For a second I thought it was Magic Seaweed 2. RIP.

ok123456 2 years ago

What is the benefit of using MSW over mocking a service with a small express server?

  • ljm 2 years ago

    You can generate TS from an OpenAPI spec and then create type-safe mocks of network calls.

    Basic mocks and fake servers run the risk of falling out of sync and giving false positives, or just being outright wrong to short-cut some of the work. It's also less code to maintain when a service worker can intercept the call, instead of orchestrating a load of mock APIs.

    It won't stop you making breaking changes on the API but it will keep you honest on consuming the API on the client.

    • Klaster_1 2 years ago

      Too bad this only gets you so far. Last time I checked, the OpenAPI specs are not as flexible as TS types and the people who author these - probably the team members responsible for the backend - won't necessarily even be able to list all the invariants due to framework and host language constraints. And OpenAPI does not support WebSockets. The project I work on has a frontend written in TypeScript, a Java backend, an Express-based dev-server that shares same types with FE, but none of the solutions the team evaluated enables the type sharing across all three beyond simple "an object can have these fields" - no algebraic data types, no WebSocket support. In the end, we resorted to agreeing on as much as possible in plain text before greenlighting the new endpoint, and then double checking the implementation and client usage for unexpected behaviors.

      • ljm 2 years ago

        For those use-cases you might just be better off with either contract tests or simply making the payload itself typesafe with something like protobuf.

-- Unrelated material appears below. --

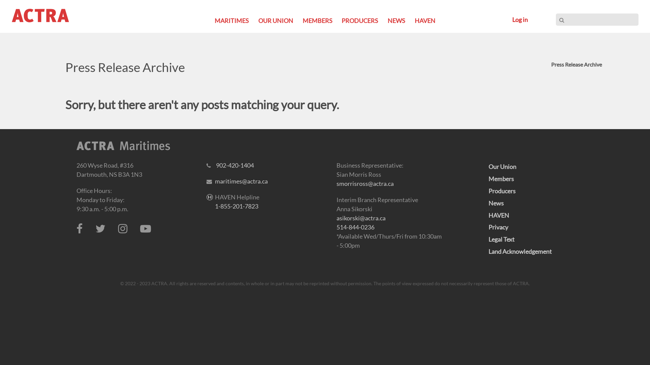 Image resolution: width=650 pixels, height=365 pixels. What do you see at coordinates (520, 252) in the screenshot?
I see `Land Acknowledgement` at bounding box center [520, 252].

        OpenAPI/Swagger is basically inextricably bound to REST/JSON APIs over HTTP. I also think they're quite abstruse in terms of defining non-trivial interfaces.

  • meiraleal 2 years ago

    No need to run a small express server? MSW runs in the browser so you can develop against a mocked API.

  • szines 2 years ago

    One of the biggest advantages of MSW, is that you can use the same mock server in your unit tests (jest) on Node.js environment and run the full frontend in the Browser for development and preview.

    The best if you have totally the same mock data, so super easy to debug your tests.

    Also, you can use this trick to have scenarios, so you can demo different behaviours just by passing a query param. QA loves it as well.

    https://github.com/zoltan-nz/meetup-contacts-app-2021/blob/m...

  • dcre 2 years ago

    For me, the fact that every dev server tab I open is its own fresh server instance is really useful. We can run our tests in parallel with no server. We can deploy a live preview as a static site.

    https://oxide-console-preview.vercel.app/projects

  • abalashov 2 years ago

    I have the same question. I just use a small local container fleet (Docker Compose) and have my actual API server running, and have never seen this to be a problem. I can do all this local development without depending on connectivity, etc.